6 “Carlos Bernier: Hollywood Bought and Sold,” Unknown Transaction, July 10, 2015. Located at http://unknowntransaction.blogspot.com/2015/07/carlos-bernier-hollywood-bought-and-sold.html. Accessed April 30, 2018. Bernier was the first black player to play for the Hollywood Stars in 1952. He had a stellar season with the 1951 Tampa Bay Smokers, managed by Ben Chapman, in the Class B Florida International League. Bernier was the first Afro-Caribbean player for the Smokers, preceding Cuban outfielder Claro Duany and others.
7 Joe Guzzardi, “Carlos Bernier, more than a footnote,” Pittsburgh Post-Gazette, April 14, 2013. http://www.post-gazette.com/opinion/Op-Ed/2013/04/14/Carlos-Bernier-more-than-a-footnote/stories/201304140150. Accessed April 30, 2018.
8 Guzzardi, “Playing ball in Cuba,” Pittsburgh Post-Gazette, March 29, 2014. http://www.post-gazette.com/opinion/Op-Ed/2014/03/30/Pirates-playing-ball-in-Cuba-JOE-GUZZARDI/stories/201403300161. Accessed April 30, 2018.
9 J.G. Preston, “One and Done: The Sparky Anderson All-Stars,” J.G. Preston Experience, April 9, 2013. https://prestonjg.wordpress.com/2013/o4/09/one-and-done-the-sparky-anderson-all-stars. Accessed July 31, 2017.
10 C.C. Johnson Spink, “The Low Down on Majors’ Big Shots,” The Sporting News, January 6, 1954. The story calls Bernier the “most temperamental Pirate.” Some other “temperamental” players: Larry Doby (Cleveland), Ted Williams (Boston), Satchel Paige (St. Louis Browns), Eddie Mathews (Milwaukee), and Eddie Stanky (St. Louis Cardinals).
11 David Maraniss, Clemente: The Passion and Grace of Baseball’s Last Hero (New York: Simon & Schuster, 2006), 67. Pittsburgh’s white players stayed at the downtown Bradford Hotel. Clemente lived in a room of a widow’s house on Lime Street. This was the second spring training in Florida for Clemente and Bernier.
12 Charles F. Faber, “Carlos Bernier,” in Puerto Rico and Baseball: 60 Biographies, Bill Nowlin and Edwin Fernández, eds (Phoenix: SABR Digital Library, 2017), 49. Faber’s excellent bio stated this perhaps was the first all-Puerto Rico outfield in a major-league game, but Román Mejías is Cuban. The 1973 St. Louis Cardinals had three Cruz brothers from Puerto Rico—José, Héctor and Cirilo “Tommy”—but they were not in the outfield at the same time in a major-league game.
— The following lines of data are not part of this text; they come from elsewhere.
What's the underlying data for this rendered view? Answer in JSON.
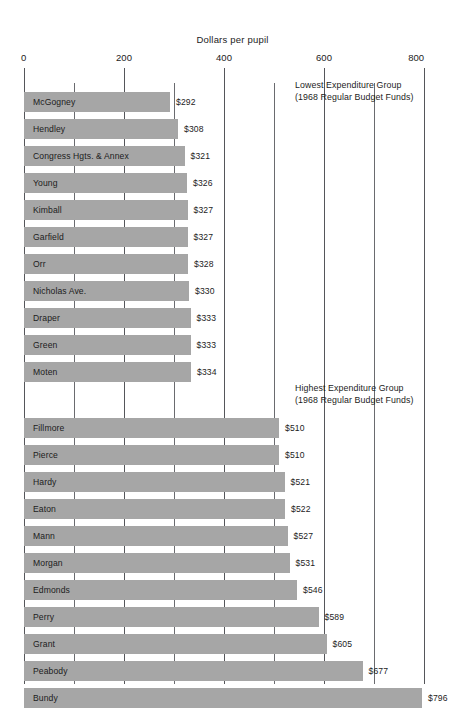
{
  "chart_data": {
    "type": "bar",
    "orientation": "horizontal",
    "title": "Dollars per pupil",
    "xlabel": "",
    "ylabel": "",
    "xlim": [
      0,
      800
    ],
    "grid": true,
    "gridline_values": [
      0,
      100,
      200,
      300,
      400,
      500,
      600,
      700,
      800
    ],
    "tick_labels": [
      "0",
      "200",
      "400",
      "600",
      "800"
    ],
    "tick_values": [
      0,
      200,
      400,
      600,
      800
    ],
    "legend_position": "none",
    "annotations": [
      {
        "id": "lowest-group-note",
        "line1": "Lowest Expenditure Group",
        "line2": "(1968 Regular Budget Funds)"
      },
      {
        "id": "highest-group-note",
        "line1": "Highest Expenditure Group",
        "line2": "(1968 Regular Budget Funds)"
      }
    ],
    "groups": [
      {
        "name": "Lowest Expenditure Group",
        "categories": [
          "McGogney",
          "Hendley",
          "Congress Hgts. & Annex",
          "Young",
          "Kimball",
          "Garfield",
          "Orr",
          "Nicholas Ave.",
          "Draper",
          "Green",
          "Moten"
        ],
        "values": [
          292,
          308,
          321,
          326,
          327,
          327,
          328,
          330,
          333,
          333,
          334
        ],
        "value_labels": [
          "$292",
          "$308",
          "$321",
          "$326",
          "$327",
          "$327",
          "$328",
          "$330",
          "$333",
          "$333",
          "$334"
        ]
      },
      {
        "name": "Highest Expenditure Group",
        "categories": [
          "Fillmore",
          "Pierce",
          "Hardy",
          "Eaton",
          "Mann",
          "Morgan",
          "Edmonds",
          "Perry",
          "Grant",
          "Peabody",
          "Bundy"
        ],
        "values": [
          510,
          510,
          521,
          522,
          527,
          531,
          546,
          589,
          605,
          677,
          796
        ],
        "value_labels": [
          "$510",
          "$510",
          "$521",
          "$522",
          "$527",
          "$531",
          "$546",
          "$589",
          "$605",
          "$677",
          "$796"
        ]
      }
    ]
  },
  "colors": {
    "bar": "#a6a6a6",
    "gridline": "#55565a",
    "text": "#1c1c1c",
    "background": "#ffffff"
  }
}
Héctor Cruz, Jerry Morales and Carlos Lezcano did play the outfield together in a regular-season game for the 1981 Chicago Cubs.
13 Al Abrams, “Sidelights on Sports,” Pittsburgh Post-Gazette, March 14, 1955.
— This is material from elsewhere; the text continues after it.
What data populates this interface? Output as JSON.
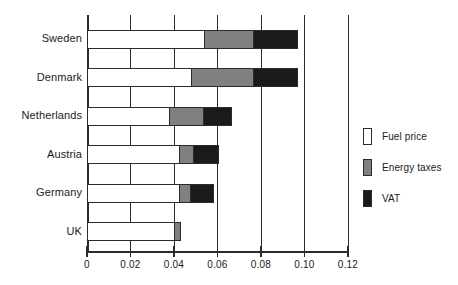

14 Through the 2017 season, three triples in one game had been done 26 times by 25 players in the National League since 1899, including five times by Pirates players: In addition to Bernier and Clemente, the other three were Ginger Beaumont on August 9, 1899; Dave Brain on August 8, 1905; and Chief Wilson on July 24, 1911. http://www.baseball-almanac.com/recbooks/rb_trip1.shtml.
15 Tony Piña Cámpora, “Serie del Caribe: Historia de la Confederación,” 2014. http://www.beisboldelcaribe.com/home/documentos/SCARIBEHISTORIA.pdf. Accessed April 30, 2018. Clemente had 16 hits in 49 at-bats for the combined 1955 and 1958 Caribbean Series. His 29 total bases included two home runs, a double, and three triples. Clemente was the All-Star center fielder of the 1958 Caribbean Series; Mays was the All-Star center fielder in 1955. Clemente was inducted into the Caribbean Baseball Hall of Fame in 2015, a decade after Mays. Phase I, Caribbean Series, 1949–60, was with Cuba, Panama, Puerto Rico, and Venezuela. Phase II is 1970 to the present. Current teams are Cuba, Dominican Republic, Mexico, Puerto Rico, and Venezuela. The Interamerican Series took place 1961–64.
16 “Carlos Bernier,” Baseball-Reference.com, https://www.baseball-reference.com/register/player.fcgi?id=bernie001car. Full name: Carlos Eugene Bernier Rodríguez. Born in Juana Díaz on January 28, 1927; died in Juana Díaz on April 6, 1989.
17 Preston, “One and Done.”
18 Faber, “Carlos Bernier,” 49.
19 Steve Treder, “Carlos Bernier,” Hardball Times, August 25, 2004. https://www.fangraphs.com/tht/carlos-bernier/. Accessed December 27, 2017.
20 Héctor Barea, Historia de los Criollos (San Juan: Ana G. Méndez University System, 1997).
21 Thomas E. Van Hyning, Puerto Rico’s Winter League (Jefferson, NC: McFarland, 1995), 64.
22 Maraniss, Clemente, 202. Clemente was particularly sensitive to close plays at first base and on plays called errors by official scorers that might have been infield hits.
23 José A. Crescioni Benítez, El Béisbol Profesional Boricua, (San Juan: First Book Publishing of Puerto Rico, 1997), 101–2, 236, 241, 351, 354. Bernier stole 286 bases in 19 seasons, the most all-time. He led the league five times and was runner-up nine times. Bernier’s 85 career triples in Puerto Rico are the standard. His lifetime batting average was .268, 4,126 at-bats, 739 runs, 1,107 hits, 151 doubles, 48 home runs, 415 RBI. Clemente has the fourth-highest league batting average: .324, behind Willard Brown at .350; “Pancho” Coimbre’s .337; and Perucho Cepeda’s .325. Clemente had 1,917 at-bats, 302 runs, 621 hits, 100 doubles, 25 triples, 35 home runs, 268 RBI, and 32 stolen bases.
24 Van Hyning, Puerto Rico’s Winter League, 62.
25 “Carlos Bernier,” MILB.com, http://www.milb.com/content/page.jsp?sid=l112&ymd=20110503&content_id=18574638&vkey=league3.
26 Van Hyning, “Henderson Runs Past Cobb and Bernier,” Baseball Research Journal, 21 (1992), 20–21. Rickey Henderson agreed to an interview by the author in the Camden Yards visitor clubhouse upon hearing he still held Puerto Rico’s single-season stolen base mark. Henderson stole 44 bases in 48 games for Ponce in 1980–81 during a 60-game season. Bernier stole 41 bases during an 80-game season in 1949–50.
27 Treder, “Carlos Bernier.”
28 Maraniss, Clemente, 87.
29 Colón Delgado, La Maquinaria Perfecta, back cover. The 1954–55 Santurce Crabbers were considered the best Caribbean, Central, or South American Winter League team ever assembled, per sportswriters, fans, and players.